Names
In Ancient Greece, Aratus called the crab Καρκινος (Karkinos), which was followed by Hipparchus and Ptolemy. The Alfonsine tables called it Carcinus, a Latinized form of the Greek word. Eratosthenes extended this as Καρκινος, Ονοι, και Φατνη: the Crab, Asses, and Crib.
The Indian language Sanskrit shares a common ancestor with Greek, and the Sanskrit name of Cancer is Karka and Karkata. In Telugu it is "Karkatakam", in Kannada "Karkataka" or "Kataka", in Tamil Karkatan, and in Sinhalese Kagthaca. The later Hindus knew it as Kulira, from the Greek Κολουρος (Koloyros), the term originated by Proclus.
In Ancient Rome, Manilius and Ovid called the constellation Litoreus (shore-inhabiting). Astacus and Cammarus appear in various classic writers, while it is called Nepa in Cicero's De Finibus and the works of Columella, Plautus, and Varro; all of these words signify crab, lobster, or scorpion.
Athanasius Kircher said that in Coptic Egypt it was Κλαρια, the Bestia seu Statio Typhonis (the Power of Darkness).
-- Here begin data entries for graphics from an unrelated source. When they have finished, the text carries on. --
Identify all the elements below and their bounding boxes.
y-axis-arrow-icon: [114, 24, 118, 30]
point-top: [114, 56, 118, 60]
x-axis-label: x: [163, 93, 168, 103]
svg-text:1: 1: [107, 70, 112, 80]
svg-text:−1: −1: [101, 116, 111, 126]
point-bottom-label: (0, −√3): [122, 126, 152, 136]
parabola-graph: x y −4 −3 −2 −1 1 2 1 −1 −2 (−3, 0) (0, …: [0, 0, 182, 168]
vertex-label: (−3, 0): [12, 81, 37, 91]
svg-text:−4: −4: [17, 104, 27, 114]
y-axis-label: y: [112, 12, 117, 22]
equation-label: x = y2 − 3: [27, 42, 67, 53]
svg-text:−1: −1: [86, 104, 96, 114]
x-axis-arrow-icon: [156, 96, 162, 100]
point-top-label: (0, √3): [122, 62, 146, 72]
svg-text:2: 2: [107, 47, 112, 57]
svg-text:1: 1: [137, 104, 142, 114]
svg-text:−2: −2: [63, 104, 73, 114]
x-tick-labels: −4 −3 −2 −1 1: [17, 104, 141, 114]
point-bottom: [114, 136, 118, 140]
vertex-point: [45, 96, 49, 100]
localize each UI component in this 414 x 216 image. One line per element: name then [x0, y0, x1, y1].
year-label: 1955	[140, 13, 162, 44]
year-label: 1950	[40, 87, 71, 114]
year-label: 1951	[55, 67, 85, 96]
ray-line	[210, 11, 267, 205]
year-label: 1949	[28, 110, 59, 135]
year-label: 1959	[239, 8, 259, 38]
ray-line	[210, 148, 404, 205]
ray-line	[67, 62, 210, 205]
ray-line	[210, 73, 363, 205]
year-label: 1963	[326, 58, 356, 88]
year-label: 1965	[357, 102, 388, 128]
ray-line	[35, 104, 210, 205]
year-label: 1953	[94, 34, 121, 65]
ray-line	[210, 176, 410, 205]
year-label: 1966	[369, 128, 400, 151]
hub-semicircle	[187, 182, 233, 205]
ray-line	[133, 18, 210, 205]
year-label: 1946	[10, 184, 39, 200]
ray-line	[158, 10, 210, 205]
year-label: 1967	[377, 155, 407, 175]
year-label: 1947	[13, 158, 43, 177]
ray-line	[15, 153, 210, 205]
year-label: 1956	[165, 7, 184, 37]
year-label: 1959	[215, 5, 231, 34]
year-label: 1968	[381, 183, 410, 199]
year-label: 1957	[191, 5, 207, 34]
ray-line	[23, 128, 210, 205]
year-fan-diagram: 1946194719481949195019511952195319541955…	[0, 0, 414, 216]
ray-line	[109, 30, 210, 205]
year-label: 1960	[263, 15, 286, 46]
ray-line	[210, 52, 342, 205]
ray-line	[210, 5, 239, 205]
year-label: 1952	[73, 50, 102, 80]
Jérôme Lalande identified this with Anubis, one of the Egyptian divinities commonly associated with Sirius.
Read more about this topic: Cancer (constellation)
Famous quotes containing the word names:
“There are names written in her immortal scroll at which Fame blushes!”
—William Hazlitt (17781830)
“Ideas about life organize perception; names of emotions organize sensations; rules of syntax organize thought. But pain comes on its own.”
—Mason Cooley (b. 1927)
“Matter and force are the two names of the one artist who fashions the living as well as the lifeless.”